Which EPR Design is More Efficient?

The EU’s Circular Economy Action Plan promotes emissions reduction, waste minimization, and resource efficiency by, inter alia, incorporating the Extended Producer Responsibility (EPR), which has been mandatory in EU Member States since 2018 under regulations such as the Packaging and Packaging Waste Regulation (2025).
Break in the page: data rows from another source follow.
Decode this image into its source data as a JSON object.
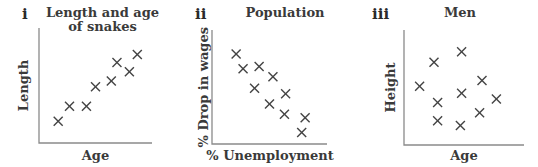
{
  "chart_data": [
    {
      "type": "scatter",
      "panel_label": "i",
      "title": "Length and age of snakes",
      "title_lines": [
        "Length and age",
        "of snakes"
      ],
      "xlabel": "Age",
      "ylabel": "Length",
      "xlim": [
        0,
        10
      ],
      "ylim": [
        0,
        10
      ],
      "grid": false,
      "marker": "x",
      "points": [
        {
          "x": 1.7,
          "y": 1.9
        },
        {
          "x": 2.7,
          "y": 3.2
        },
        {
          "x": 4.2,
          "y": 3.2
        },
        {
          "x": 5.0,
          "y": 4.9
        },
        {
          "x": 6.4,
          "y": 5.4
        },
        {
          "x": 6.9,
          "y": 7.0
        },
        {
          "x": 8.0,
          "y": 6.2
        },
        {
          "x": 8.7,
          "y": 7.7
        }
      ]
    },
    {
      "type": "scatter",
      "panel_label": "ii",
      "title": "Population",
      "title_lines": [
        "Population"
      ],
      "xlabel": "% Unemployment",
      "ylabel": "% Drop in wages",
      "xlim": [
        0,
        10
      ],
      "ylim": [
        0,
        10
      ],
      "grid": false,
      "marker": "x",
      "points": [
        {
          "x": 2.1,
          "y": 7.9
        },
        {
          "x": 2.7,
          "y": 6.6
        },
        {
          "x": 4.1,
          "y": 6.8
        },
        {
          "x": 5.3,
          "y": 5.9
        },
        {
          "x": 3.7,
          "y": 4.9
        },
        {
          "x": 6.4,
          "y": 4.4
        },
        {
          "x": 5.0,
          "y": 3.5
        },
        {
          "x": 6.3,
          "y": 2.6
        },
        {
          "x": 8.1,
          "y": 2.3
        },
        {
          "x": 7.8,
          "y": 1.0
        }
      ]
    },
    {
      "type": "scatter",
      "panel_label": "iii",
      "title": "Men",
      "title_lines": [
        "Men"
      ],
      "xlabel": "Age",
      "ylabel": "Height",
      "xlim": [
        0,
        10
      ],
      "ylim": [
        0,
        10
      ],
      "grid": false,
      "marker": "x",
      "points": [
        {
          "x": 1.3,
          "y": 5.1
        },
        {
          "x": 2.5,
          "y": 7.2
        },
        {
          "x": 4.8,
          "y": 8.1
        },
        {
          "x": 6.5,
          "y": 5.6
        },
        {
          "x": 4.8,
          "y": 4.5
        },
        {
          "x": 2.8,
          "y": 3.7
        },
        {
          "x": 7.7,
          "y": 4.0
        },
        {
          "x": 2.8,
          "y": 2.1
        },
        {
          "x": 6.3,
          "y": 2.8
        },
        {
          "x": 4.7,
          "y": 1.7
        }
      ]
    }
  ],
  "panels": [
    {
      "numeral": "i",
      "title_line1": "Length and age",
      "title_line2": "of snakes",
      "xlabel": "Age",
      "ylabel": "Length"
    },
    {
      "numeral": "ii",
      "title_line1": "Population",
      "title_line2": "",
      "xlabel": "% Unemployment",
      "ylabel": "% Drop in wages"
    },
    {
      "numeral": "iii",
      "title_line1": "Men",
      "title_line2": "",
      "xlabel": "Age",
      "ylabel": "Height"
    }
  ],
  "colors": {
    "axis": "#8a8a8a",
    "marker": "#444444",
    "text": "#3a3a3a"
  }
}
Given that around 80 million tons of packaging waste are generated annually in the European Union, the question arises whether there is a way to achieve higher recycling rates at a lower cost. According to the study “Efficiency and Performance of Packaging EPR Systems in the EU – A Comparative Analysis of Different Countries and Market Structures”, conducted by Paolo Facco and Richard Berner from German-based company adelphi consult GmbH, efficiency depends on several factors. In their analysis, the authors compared EPR systems in Germany, France, Italy, Belgium, Spain, the Netherlands, Austria, and the Czech Republic.

The key findings

  • “Design drives results. Systems in which Producer Responsibility Organizations (PROs) run operations end-to-end and own material consistently achieve higher yields and better unit costs.
  • Evidence across streams. Germany achieves a weighted household plastics recycling rate of 76.1 percent when deposit-return PET is included (Belgium is second with 60.8 percent); Belgium reaches 97.8 percent for glass (Germany 88.5 percent). Strong governance delivers strong results across different market conditions.
  • Competitive systems sharpen efficiency and innovation. Evidence from across the EU shows competition sharpens performance where PROs also hold responsibility, material, and costs.”
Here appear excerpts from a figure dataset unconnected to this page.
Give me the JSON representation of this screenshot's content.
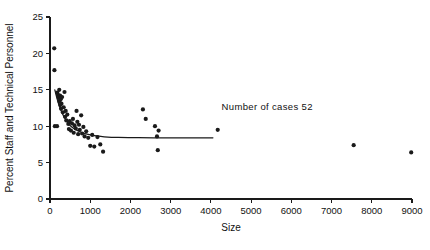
{
  "chart_data": {
    "type": "scatter",
    "title": "",
    "xlabel": "Size",
    "ylabel": "Percent Staff and Technical Personnel",
    "xlim": [
      0,
      9000
    ],
    "ylim": [
      0,
      25
    ],
    "xticks": [
      0,
      1000,
      2000,
      3000,
      4000,
      5000,
      6000,
      7000,
      8000,
      9000
    ],
    "xtick_labels": [
      "0",
      "1000",
      "2000",
      "3000",
      "4000",
      "5000",
      "6000",
      "7000",
      "8000",
      "9000"
    ],
    "yticks": [
      0,
      5,
      10,
      15,
      20,
      25
    ],
    "ytick_labels": [
      "0",
      "5",
      "10",
      "15",
      "20",
      "25"
    ],
    "grid": false,
    "legend": false,
    "marker_color": "#1a1a1a",
    "curve_color": "#1a1a1a",
    "annotations": [
      {
        "name": "number-of-cases",
        "text": "Number of cases  52",
        "x": 5400,
        "y": 12.2
      }
    ],
    "series": [
      {
        "name": "organizations",
        "points": [
          [
            105,
            20.7
          ],
          [
            110,
            17.7
          ],
          [
            120,
            10.0
          ],
          [
            175,
            10.0
          ],
          [
            180,
            14.6
          ],
          [
            200,
            14.3
          ],
          [
            215,
            13.9
          ],
          [
            230,
            15.0
          ],
          [
            235,
            13.4
          ],
          [
            250,
            14.2
          ],
          [
            255,
            12.9
          ],
          [
            265,
            13.7
          ],
          [
            275,
            12.4
          ],
          [
            285,
            13.1
          ],
          [
            300,
            14.0
          ],
          [
            320,
            11.9
          ],
          [
            340,
            12.6
          ],
          [
            360,
            14.7
          ],
          [
            375,
            11.3
          ],
          [
            390,
            12.1
          ],
          [
            405,
            10.8
          ],
          [
            430,
            11.6
          ],
          [
            455,
            10.3
          ],
          [
            470,
            9.6
          ],
          [
            490,
            10.7
          ],
          [
            520,
            9.4
          ],
          [
            545,
            10.4
          ],
          [
            570,
            11.0
          ],
          [
            590,
            9.1
          ],
          [
            610,
            10.1
          ],
          [
            640,
            9.7
          ],
          [
            660,
            12.1
          ],
          [
            680,
            10.6
          ],
          [
            700,
            8.9
          ],
          [
            720,
            10.2
          ],
          [
            740,
            9.5
          ],
          [
            775,
            11.5
          ],
          [
            800,
            9.0
          ],
          [
            830,
            9.9
          ],
          [
            860,
            8.6
          ],
          [
            900,
            9.3
          ],
          [
            950,
            8.4
          ],
          [
            1000,
            7.3
          ],
          [
            1050,
            8.8
          ],
          [
            1100,
            7.2
          ],
          [
            1180,
            8.5
          ],
          [
            1250,
            7.5
          ],
          [
            1320,
            6.5
          ],
          [
            2310,
            12.3
          ],
          [
            2380,
            11.0
          ],
          [
            2610,
            10.0
          ],
          [
            2660,
            8.6
          ],
          [
            2700,
            9.4
          ],
          [
            2680,
            6.7
          ],
          [
            4170,
            9.5
          ],
          [
            7550,
            7.4
          ],
          [
            8980,
            6.4
          ]
        ]
      }
    ],
    "fit_curve": {
      "name": "fitted-decay-curve",
      "points": [
        [
          120,
          15.0
        ],
        [
          170,
          13.9
        ],
        [
          230,
          12.8
        ],
        [
          300,
          11.8
        ],
        [
          390,
          10.9
        ],
        [
          500,
          10.1
        ],
        [
          620,
          9.6
        ],
        [
          760,
          9.2
        ],
        [
          920,
          8.9
        ],
        [
          1100,
          8.7
        ],
        [
          1350,
          8.55
        ],
        [
          1700,
          8.45
        ],
        [
          2200,
          8.42
        ],
        [
          2900,
          8.4
        ],
        [
          3500,
          8.4
        ],
        [
          4050,
          8.4
        ]
      ]
    }
  }
}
Source: STUDY 2025, adelphi

“When PROs control the entire value chain from collection to recyclate marketing, they can optimize for material quality, volume efficiency, and cost effectiveness. This end-to-end responsibility creates results that go beyond market structure considerations,” the authors emphasized in the study. “However, competition provides additional performance benefits when combined with operational responsibility.” The German experience (editor’s note: with ten PROs) would demonstrate how competitive pressure drives continuous innovation, cost efficiency, and service quality improvements beyond what might be achieved through operational responsibility alone. “The combination of competition and operational control creates a dynamic system where market forces drive performance while operational accountability ensures effective implementation”.